Three years earlier, his wife passed away suddenly. This left him alone with her six-year-old daughter, Lily, and a house full of quiet memories.
Every morning since then had been a careful balancing act. He packed lunches, tied shoelaces, answered emails, and tried to look like he had it all together.
He worked as an operations coordinator at a midsize logistics company in Ohio. It wasn’t glamorous, but it paid the bills and offered health insurance, which mattered more than anything now.
His boss, Sarah Whitmore, was known for being sharp, professional, and fair. She ran meetings with confidence and treated people with respect, but she kept her distance.
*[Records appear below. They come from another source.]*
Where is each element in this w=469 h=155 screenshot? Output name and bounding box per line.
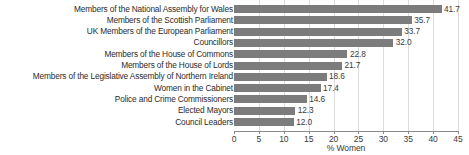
category-label: Police and Crime Commissioners [115, 95, 233, 104]
bar [234, 50, 347, 58]
x-axis-line [234, 131, 458, 132]
bar [234, 16, 412, 24]
bar [234, 39, 393, 47]
bar-chart: Members of the National Assembly for Wal… [0, 0, 469, 155]
bar [234, 28, 402, 36]
bar [234, 118, 294, 126]
bar-row: Members of the National Assembly for Wal… [0, 5, 469, 16]
value-label: 14.6 [309, 95, 325, 104]
bar [234, 62, 342, 70]
x-axis-title: % Women [234, 143, 458, 153]
value-label: 21.7 [345, 61, 361, 70]
value-label: 12.0 [296, 118, 312, 127]
bar-row: Women in the Cabinet17.4 [0, 84, 469, 95]
bar-row: Elected Mayors12.3 [0, 106, 469, 117]
category-label: Members of the House of Lords [121, 61, 233, 70]
value-label: 32.0 [396, 38, 412, 47]
bar-row: Members of the Legislative Assembly of N… [0, 72, 469, 83]
bar-row: Members of the House of Commons22.8 [0, 50, 469, 61]
category-label: Councillors [194, 38, 233, 47]
category-label: Women in the Cabinet [154, 84, 233, 93]
bar [234, 73, 327, 81]
category-label: Members of the National Assembly for Wal… [74, 5, 233, 14]
value-label: 33.7 [404, 27, 420, 36]
category-label: Members of the Scottish Parliament [107, 16, 233, 25]
value-label: 41.7 [444, 5, 460, 14]
bar [234, 84, 321, 92]
value-label: 18.6 [329, 72, 345, 81]
category-label: UK Members of the European Parliament [87, 27, 233, 36]
bar-row: Councillors32.0 [0, 38, 469, 49]
bar-row: Council Leaders12.0 [0, 118, 469, 129]
category-label: Members of the House of Commons [104, 50, 233, 59]
category-label: Elected Mayors [178, 106, 233, 115]
value-label: 17.4 [323, 84, 339, 93]
value-label: 35.7 [414, 16, 430, 25]
bar [234, 5, 442, 13]
bar-row: Police and Crime Commissioners14.6 [0, 95, 469, 106]
category-label: Members of the Legislative Assembly of N… [33, 72, 233, 81]
bar [234, 95, 307, 103]
value-label: 12.3 [298, 106, 314, 115]
category-label: Council Leaders [175, 118, 233, 127]
bar-row: Members of the Scottish Parliament35.7 [0, 16, 469, 27]
value-label: 22.8 [350, 50, 366, 59]
bar [234, 107, 295, 115]
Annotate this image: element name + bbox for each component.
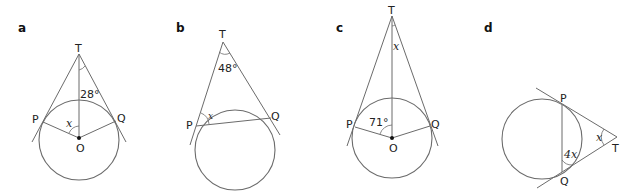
point-t-a: T (74, 42, 82, 55)
angle-given-b: 48° (218, 62, 238, 75)
angle-given-c: 71° (369, 116, 389, 129)
diagram-label-c: c (336, 21, 343, 35)
diagram-label-d: d (484, 21, 493, 35)
radius-op-a (43, 122, 79, 138)
tangent-tp-b (190, 42, 223, 145)
diagram-b: b T P Q 48° x (176, 21, 280, 190)
angle-unknown-a: x (66, 117, 73, 130)
center-dot-a (77, 136, 81, 140)
point-q-b: Q (271, 110, 280, 123)
tangent-diagrams: a T P Q O 28° x b T P Q 48° x c (0, 0, 624, 191)
point-t-b: T (218, 28, 226, 41)
angle-unknown-d: x (596, 131, 603, 144)
angle-given-a: 28° (80, 88, 100, 101)
point-q-d: Q (560, 175, 569, 188)
point-o-a: O (76, 142, 85, 155)
point-q-a: Q (117, 112, 126, 125)
point-p-b: P (186, 119, 193, 132)
tangent-tq-d (537, 137, 617, 188)
diagram-label-b: b (176, 21, 185, 35)
angle-arc-48-b (219, 52, 230, 54)
angle-arc-28-a (79, 66, 85, 70)
point-o-c: O (389, 142, 398, 155)
diagram-a: a T P Q O 28° x (18, 21, 126, 180)
tangent-tp-d (536, 88, 617, 137)
diagram-label-a: a (18, 21, 26, 35)
angle-given-d: 4x (563, 148, 578, 161)
angle-unknown-b: x (208, 111, 213, 121)
radius-oq-c (392, 126, 430, 138)
diagram-c: c T P Q O 71° x (336, 4, 440, 178)
center-dot-c (390, 136, 394, 140)
point-t-c: T (387, 4, 395, 17)
point-p-c: P (346, 118, 353, 131)
angle-unknown-c: x (393, 40, 400, 53)
point-q-c: Q (431, 118, 440, 131)
diagram-d: d P Q T 4x x (484, 21, 619, 188)
point-p-a: P (32, 113, 39, 126)
point-p-d: P (560, 92, 567, 105)
point-t-d: T (611, 142, 619, 155)
radius-oq-a (79, 121, 116, 138)
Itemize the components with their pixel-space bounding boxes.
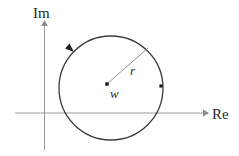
center-point-label: w — [110, 86, 119, 101]
real-axis-label: Re — [212, 106, 229, 122]
figure-canvas: Im Re w r — [0, 0, 239, 156]
complex-plane-figure: Im Re w r — [0, 0, 239, 156]
center-point-dot — [105, 82, 108, 85]
imaginary-axis — [41, 20, 48, 150]
radius-label: r — [130, 63, 136, 78]
imaginary-axis-label: Im — [33, 5, 50, 21]
radius-line — [107, 48, 148, 84]
circle-boundary-point — [159, 84, 162, 87]
real-axis-arrowhead — [203, 110, 209, 117]
direction-arrowhead — [65, 44, 76, 55]
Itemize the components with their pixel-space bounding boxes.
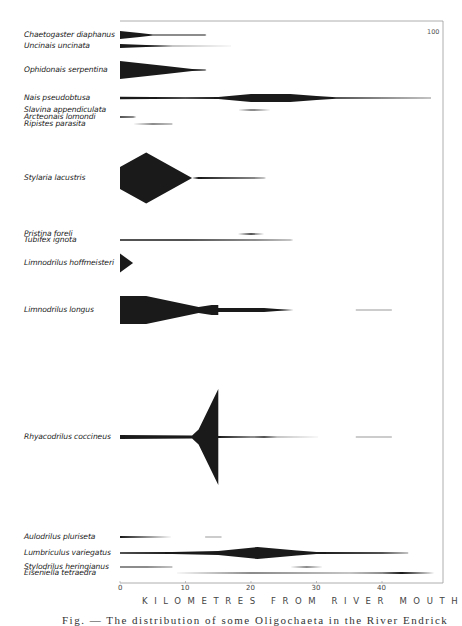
x-tick-label: 20 xyxy=(246,584,255,592)
species-label: Uncinais uncinata xyxy=(24,41,90,50)
kite-shape xyxy=(120,116,136,118)
x-axis-label: KILOMETRES FROM RIVER MOUTH xyxy=(142,596,462,606)
kite-shape xyxy=(120,536,172,538)
kite-shape xyxy=(120,239,294,241)
species-label: Ophidonais serpentina xyxy=(24,65,108,74)
species-label: Tubifex ignota xyxy=(24,235,77,244)
scale-annotation: 100 xyxy=(427,28,439,36)
species-label: Limnodrilus longus xyxy=(24,305,94,314)
x-tick-label: 10 xyxy=(181,584,190,592)
species-label: Rhyacodrilus coccineus xyxy=(24,432,111,441)
figure-caption: Fig. — The distribution of some Oligocha… xyxy=(62,614,448,626)
kite-shape xyxy=(120,153,266,204)
species-label: Aulodrilus pluriseta xyxy=(24,532,95,541)
x-tick-label: 0 xyxy=(118,584,122,592)
kite-shape xyxy=(120,44,238,48)
x-tick-label: 40 xyxy=(377,584,386,592)
kite-shape xyxy=(120,389,323,485)
kite-shape xyxy=(290,566,323,567)
species-label: Stylaria lacustris xyxy=(24,173,85,182)
kite-shape xyxy=(120,566,172,567)
species-label: Lumbriculus variegatus xyxy=(24,548,111,557)
kite-shape xyxy=(238,109,271,110)
species-label: Eiseniella tetraedra xyxy=(24,568,96,577)
kite-shape xyxy=(120,61,207,79)
kite-shape xyxy=(238,233,264,235)
kite-shape xyxy=(133,123,172,124)
kite-shape xyxy=(172,572,434,574)
kite-shape xyxy=(120,94,431,102)
species-label: Limnodrilus hoffmeisteri xyxy=(24,258,114,267)
x-tick-label: 30 xyxy=(312,584,321,592)
kite-shape xyxy=(120,547,408,559)
species-label: Chaetogaster diaphanus xyxy=(24,30,115,39)
species-label: Nais pseudobtusa xyxy=(24,93,90,102)
species-label: Ripistes parasita xyxy=(24,119,86,128)
kite-shape xyxy=(120,31,207,39)
kite-shape xyxy=(120,254,133,273)
kite-shape xyxy=(120,296,294,324)
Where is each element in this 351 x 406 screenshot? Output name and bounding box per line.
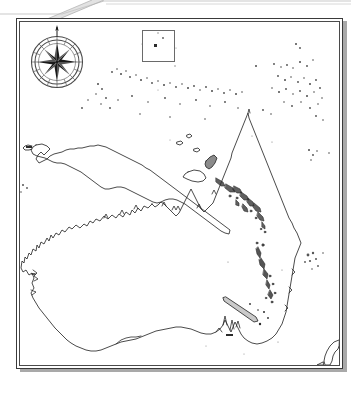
archipelago-caroline-islands — [81, 68, 243, 120]
archipelago-fiji — [304, 252, 324, 270]
landmass-new-guinea — [23, 144, 230, 234]
landmass-australia — [21, 113, 301, 351]
archipelago-bismarck — [177, 134, 217, 182]
landmass-new-caledonia — [223, 297, 269, 325]
inset-locator-box — [142, 30, 175, 62]
archipelago-marshall-islands — [255, 43, 330, 161]
compass-rose — [26, 25, 88, 91]
archipelago-vanuatu — [256, 242, 276, 303]
north-needle-icon — [55, 25, 58, 37]
landmass-new-zealand-north — [317, 340, 339, 365]
australia-coast-detail — [31, 109, 295, 344]
archipelago-lesser-sunda — [20, 184, 28, 193]
map-page — [0, 0, 351, 406]
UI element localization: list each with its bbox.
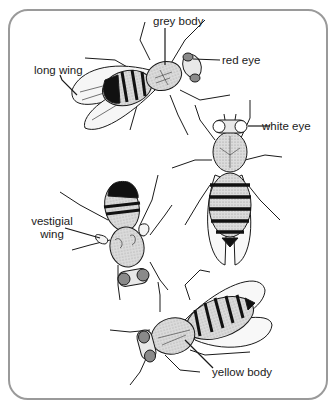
label-white-eye: white eye bbox=[262, 120, 311, 133]
fly-top-long-wing bbox=[72, 20, 230, 135]
label-vestigial-wing: vestigial wing bbox=[31, 215, 73, 240]
fly-left-vestigial-wing bbox=[60, 175, 172, 300]
fly-illustrations bbox=[0, 0, 335, 409]
label-vestigial-wing-line2: wing bbox=[31, 228, 73, 241]
label-yellow-body: yellow body bbox=[212, 366, 272, 379]
label-red-eye: red eye bbox=[222, 54, 260, 67]
label-long-wing: long wing bbox=[34, 64, 83, 77]
label-vestigial-wing-line1: vestigial bbox=[31, 215, 73, 228]
label-grey-body: grey body bbox=[153, 15, 204, 28]
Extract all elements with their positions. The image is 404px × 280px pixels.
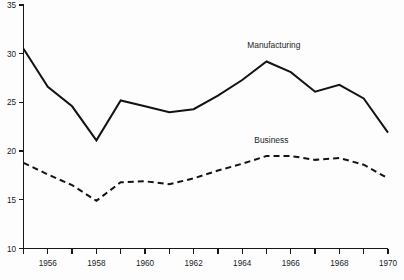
x-tick-group: 19561958196019621964196619681970: [24, 249, 398, 268]
chart-canvas: 101520253035 195619581960196219641966196…: [0, 0, 404, 280]
series-line-manufacturing: [24, 49, 389, 141]
y-tick-label: 20: [7, 147, 17, 156]
x-tick-label: 1958: [87, 259, 106, 268]
y-tick-label: 25: [7, 98, 17, 107]
x-tick-label: 1968: [330, 259, 349, 268]
x-tick-label: 1970: [379, 259, 398, 268]
line-chart-figure: 101520253035 195619581960196219641966196…: [0, 0, 404, 280]
y-tick-label: 35: [7, 1, 17, 10]
x-tick-label: 1956: [39, 259, 58, 268]
y-tick-label: 30: [7, 50, 17, 59]
x-tick-label: 1964: [233, 259, 252, 268]
y-tick-group: 101520253035: [7, 1, 24, 254]
series-group: [24, 49, 389, 201]
x-axis: 19561958196019621964196619681970: [24, 249, 398, 268]
x-tick-label: 1960: [136, 259, 155, 268]
x-tick-label: 1962: [184, 259, 203, 268]
x-tick-label: 1966: [282, 259, 301, 268]
y-tick-label: 15: [7, 196, 17, 205]
series-annotation-manufacturing: Manufacturing: [247, 40, 300, 50]
series-line-business: [24, 156, 389, 201]
y-tick-label: 10: [7, 245, 17, 254]
series-annotation-business: Business: [254, 135, 288, 145]
y-axis: 101520253035: [7, 1, 24, 254]
annotation-group: ManufacturingBusiness: [247, 40, 300, 145]
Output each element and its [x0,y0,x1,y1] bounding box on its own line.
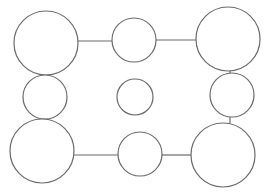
node-top-left [14,11,78,75]
node-top-middle [112,18,156,62]
node-bottom-left [10,119,74,183]
node-bottom-middle [118,132,162,176]
node-layer [10,7,260,187]
diagram-canvas [0,0,267,195]
node-middle-right [210,73,254,117]
node-graph [0,0,267,195]
node-middle-left [23,75,67,119]
node-center [117,79,153,115]
node-bottom-right [191,123,255,187]
node-top-right [196,7,260,71]
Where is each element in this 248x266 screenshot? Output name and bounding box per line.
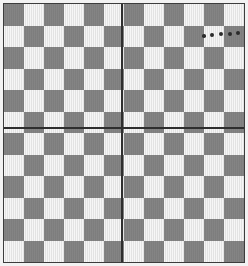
checker-cell xyxy=(24,90,45,112)
checker-cell xyxy=(144,241,165,263)
checker-cell xyxy=(124,112,145,134)
checker-cell xyxy=(4,112,25,134)
checker-cell xyxy=(204,241,225,263)
checker-cell xyxy=(204,90,225,112)
checker-cell xyxy=(144,155,165,177)
checker-cell xyxy=(4,241,25,263)
checker-cell xyxy=(204,112,225,134)
checker-cell xyxy=(84,4,105,26)
checker-cell xyxy=(24,133,45,155)
checker-cell xyxy=(144,26,165,48)
checker-cell xyxy=(204,155,225,177)
checker-cell xyxy=(64,112,85,134)
marker-dot xyxy=(244,31,245,35)
checker-cell xyxy=(44,155,65,177)
checker-cell xyxy=(64,90,85,112)
checker-cell xyxy=(84,112,105,134)
checker-cell xyxy=(184,176,205,198)
checker-cell xyxy=(84,90,105,112)
checker-cell xyxy=(164,198,185,220)
checker-cell xyxy=(44,133,65,155)
checker-cell xyxy=(84,176,105,198)
checker-cell xyxy=(44,176,65,198)
checker-cell xyxy=(4,47,25,69)
checker-cell xyxy=(4,133,25,155)
checker-cell xyxy=(4,198,25,220)
checker-cell xyxy=(4,26,25,48)
checker-cell xyxy=(4,90,25,112)
checker-cell xyxy=(164,90,185,112)
checker-cell xyxy=(164,47,185,69)
checker-cell xyxy=(164,112,185,134)
checker-cell xyxy=(24,26,45,48)
checker-cell xyxy=(64,26,85,48)
checker-cell xyxy=(124,155,145,177)
checker-cell xyxy=(184,241,205,263)
checker-cell xyxy=(224,69,245,91)
checker-cell xyxy=(204,69,225,91)
checker-cell xyxy=(64,219,85,241)
marker-dot xyxy=(228,32,232,36)
checker-cell xyxy=(164,176,185,198)
checker-cell xyxy=(224,112,245,134)
checker-cell xyxy=(64,4,85,26)
checker-cell xyxy=(24,112,45,134)
marker-dot xyxy=(210,33,214,37)
checker-cell xyxy=(184,90,205,112)
checker-cell xyxy=(124,219,145,241)
checker-cell xyxy=(164,4,185,26)
checker-cell xyxy=(144,4,165,26)
marker-dot xyxy=(236,31,240,35)
checker-cell xyxy=(204,4,225,26)
checker-cell xyxy=(24,155,45,177)
checker-cell xyxy=(124,4,145,26)
checker-cell xyxy=(24,47,45,69)
checker-cell xyxy=(224,90,245,112)
checker-cell xyxy=(64,155,85,177)
checker-cell xyxy=(44,241,65,263)
checker-cell xyxy=(184,69,205,91)
checker-cell xyxy=(4,176,25,198)
checker-cell xyxy=(124,26,145,48)
checker-cell xyxy=(84,47,105,69)
checker-cell xyxy=(64,176,85,198)
checker-cell xyxy=(204,133,225,155)
checker-cell xyxy=(44,47,65,69)
marker-dot xyxy=(202,34,206,38)
checker-cell xyxy=(44,112,65,134)
checker-cell xyxy=(164,26,185,48)
checker-cell xyxy=(224,26,245,48)
checkerboard-frame xyxy=(3,3,245,263)
checker-cell xyxy=(224,133,245,155)
image-canvas xyxy=(0,0,248,266)
checker-cell xyxy=(24,198,45,220)
checker-cell xyxy=(204,176,225,198)
checker-cell xyxy=(224,155,245,177)
checker-cell xyxy=(224,176,245,198)
checker-cell xyxy=(4,4,25,26)
checker-cell xyxy=(164,219,185,241)
checker-cell xyxy=(84,241,105,263)
checker-cell xyxy=(24,241,45,263)
checker-cell xyxy=(224,198,245,220)
checker-cell xyxy=(144,219,165,241)
checker-cell xyxy=(204,198,225,220)
checker-cell xyxy=(224,47,245,69)
checker-cell xyxy=(84,198,105,220)
checker-cell xyxy=(4,219,25,241)
checker-cell xyxy=(44,69,65,91)
checker-cell xyxy=(84,219,105,241)
checker-cell xyxy=(64,241,85,263)
checker-cell xyxy=(84,133,105,155)
checkerboard-grid xyxy=(4,4,244,262)
checker-cell xyxy=(144,133,165,155)
checker-cell xyxy=(124,90,145,112)
marker-dot xyxy=(219,32,223,36)
checker-cell xyxy=(64,198,85,220)
checker-cell xyxy=(44,198,65,220)
checker-cell xyxy=(24,219,45,241)
checker-cell xyxy=(4,155,25,177)
checker-cell xyxy=(144,47,165,69)
checker-cell xyxy=(84,69,105,91)
checker-cell xyxy=(124,176,145,198)
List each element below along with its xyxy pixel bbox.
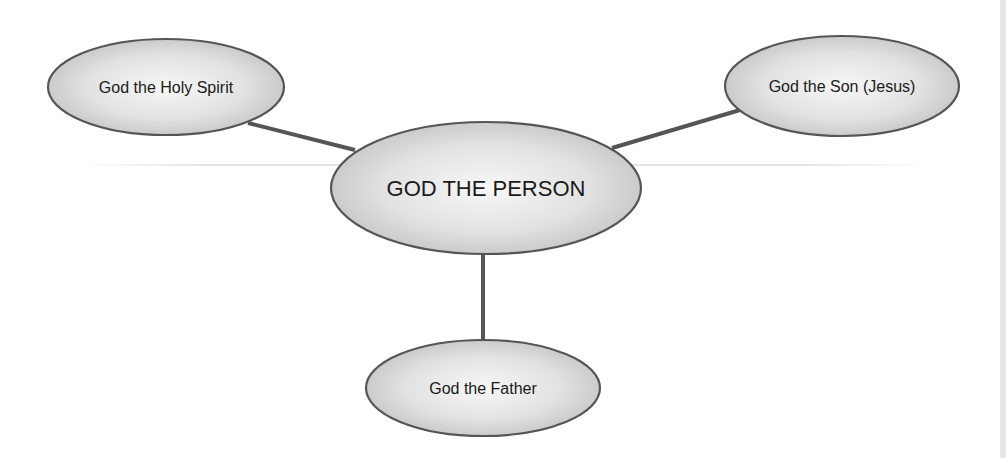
node-father-label: God the Father bbox=[429, 380, 537, 397]
node-holy-spirit-label: God the Holy Spirit bbox=[99, 79, 234, 96]
edge-center-to-son bbox=[612, 110, 740, 148]
node-son: God the Son (Jesus) bbox=[725, 36, 959, 136]
node-center: GOD THE PERSON bbox=[331, 122, 641, 254]
concept-map: God the Holy Spirit God the Son (Jesus) … bbox=[0, 0, 1006, 458]
edge-center-to-holy-spirit bbox=[248, 123, 355, 150]
node-son-label: God the Son (Jesus) bbox=[769, 78, 916, 95]
node-holy-spirit: God the Holy Spirit bbox=[48, 39, 284, 135]
page-edge-strip bbox=[1000, 0, 1006, 458]
node-father: God the Father bbox=[366, 340, 600, 436]
diagram-canvas: God the Holy Spirit God the Son (Jesus) … bbox=[0, 0, 1006, 458]
node-center-label: GOD THE PERSON bbox=[387, 176, 586, 201]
Mark admired her from afar, the way you admire a mountain. She was beautiful, steady, and completely out of reach.
That Tuesday had been one of those days. Lily had woken up with a fever.
The daycare called him twice, and a shipment error at work had caused a chain reaction of problems.
By the time Mark finally sat down on the edge of Lily’s bed that night, reading her favorite story for the hundredth time, his phone buzzed.
It was an email notification from Sarah. She’d asked for an update on the issue, politely but firmly.
Mark typed his reply while half listening to Lily drift off to sleep. His thumbs moved fast, his brain tired.
He meant to write, “Sorry I’m exhausted. Long day. I’ll fix it first thing in the morning.”,
What autocorrect sent instead was, “Sorry I’m enchanted. Long day. I’ll fix it first thing in the morning.”